Robbery at the Gas Pump and in the Super Market
The economy is starting into one of capitalism’s regular downspins. You would think that prices would moderate – or go back down.Not this time. Despite the burgeoning recession, prices are hitting new record highs.
What’s behind it is not a mystery. It’s speculation. Some of the biggest Wall Street investment banks are today speculating in oil and agricultural commodities, just like they were speculating in housing and mortgages yesterday.
With Wall Street flooding over 300 billion dollars into the commodities futures markets this year alone, up from almost nothing a few years ago, prices have jumped 65 per cent on corn, 91 per cent on soybeans, and over 100 per cent on wheat. A former top staffer for the Commodities Futures Trading Commission told CBS news that speculation may have doubled the price of oil.
Wall Street is not the only villain in this piece. The oil companies themselves have set up trading divisions, which do nothing but buy and sell oil, driving up the price on a barrel of oil with each sale – just like Enron did in the electric power markets a few years ago. Big agribusiness is doing the same thing with basic foods.
There is no shortage of oil today – the big oil companies don’t even bother to pump from many of their oil fields, and they shut down refineries. And neither is there any shortage of food in this country – the government pays farmers NOT to produce in order to hold down the supply.
Shortages? No, the problem is greed. Big companies cut back on production, plotting instead to make profit from financial speculation. High prices strangle the economy, people lose their jobs, and can’t pay for the food and gas they need. But the biggest companies in the country profit.
It’s greed, basic capitalist greed, which is taking a new, and more deadly form today. It’s the symptom of a system that long ago outlived its usefulness.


*WORK INSTRUCTION:* Character for character, transcribe the entries below, minus the images.

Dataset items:

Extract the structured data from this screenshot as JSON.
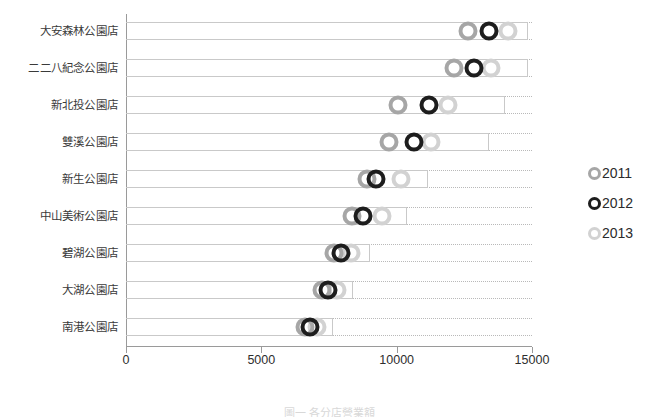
{
  "chart_data": {
    "type": "scatter",
    "title": "",
    "subtitle": "",
    "xlabel": "",
    "ylabel": "",
    "orientation": "horizontal",
    "grid": true,
    "legend_position": "right",
    "xlim": [
      0,
      15000
    ],
    "xticks": [
      0,
      5000,
      10000,
      15000
    ],
    "xtick_labels": [
      "0",
      "5000",
      "10000",
      "15000"
    ],
    "categories": [
      "大安森林公園店",
      "二二八紀念公園店",
      "新北投公園店",
      "雙溪公園店",
      "新生公園店",
      "中山美術公園店",
      "碧湖公園店",
      "大湖公園店",
      "南港公園店"
    ],
    "series": [
      {
        "name": "2011",
        "color": "#a6a6a6",
        "values": [
          12650,
          12100,
          10050,
          9700,
          8900,
          8350,
          7700,
          7250,
          6600
        ]
      },
      {
        "name": "2012",
        "color": "#1d1d1d",
        "values": [
          13400,
          12850,
          11200,
          10650,
          9250,
          8750,
          7950,
          7450,
          6800
        ]
      },
      {
        "name": "2013",
        "color": "#d2d2d2",
        "values": [
          14100,
          13500,
          11900,
          11250,
          10150,
          9450,
          8300,
          7800,
          7050
        ]
      }
    ],
    "row_extent": [
      14850,
      14850,
      14000,
      13400,
      11150,
      10400,
      9000,
      8400,
      7650
    ]
  },
  "legend": {
    "items": [
      {
        "label": "2011",
        "icon": "circle-marker-icon"
      },
      {
        "label": "2012",
        "icon": "circle-marker-icon"
      },
      {
        "label": "2013",
        "icon": "circle-marker-icon"
      }
    ]
  },
  "caption": {
    "text": "圖一 各分店營業額"
  }
}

*COMPLETED TASK:*
Extract the structured data from this screenshot as JSON.
{
  "chart_data": {
    "type": "scatter",
    "title": "",
    "subtitle": "",
    "xlabel": "",
    "ylabel": "",
    "orientation": "horizontal",
    "grid": true,
    "legend_position": "right",
    "xlim": [
      0,
      15000
    ],
    "xticks": [
      0,
      5000,
      10000,
      15000
    ],
    "xtick_labels": [
      "0",
      "5000",
      "10000",
      "15000"
    ],
    "categories": [
      "大安森林公園店",
      "二二八紀念公園店",
      "新北投公園店",
      "雙溪公園店",
      "新生公園店",
      "中山美術公園店",
      "碧湖公園店",
      "大湖公園店",
      "南港公園店"
    ],
    "series": [
      {
        "name": "2011",
        "color": "#a6a6a6",
        "values": [
          12650,
          12100,
          10050,
          9700,
          8900,
          8350,
          7700,
          7250,
          6600
        ]
      },
      {
        "name": "2012",
        "color": "#1d1d1d",
        "values": [
          13400,
          12850,
          11200,
          10650,
          9250,
          8750,
          7950,
          7450,
          6800
        ]
      },
      {
        "name": "2013",
        "color": "#d2d2d2",
        "values": [
          14100,
          13500,
          11900,
          11250,
          10150,
          9450,
          8300,
          7800,
          7050
        ]
      }
    ],
    "row_extent": [
      14850,
      14850,
      14000,
      13400,
      11150,
      10400,
      9000,
      8400,
      7650
    ]
  },
  "legend": {
    "items": [
      {
        "label": "2011",
        "icon": "circle-marker-icon"
      },
      {
        "label": "2012",
        "icon": "circle-marker-icon"
      },
      {
        "label": "2013",
        "icon": "circle-marker-icon"
      }
    ]
  },
  "caption": {
    "text": "圖一 各分店營業額"
  }
}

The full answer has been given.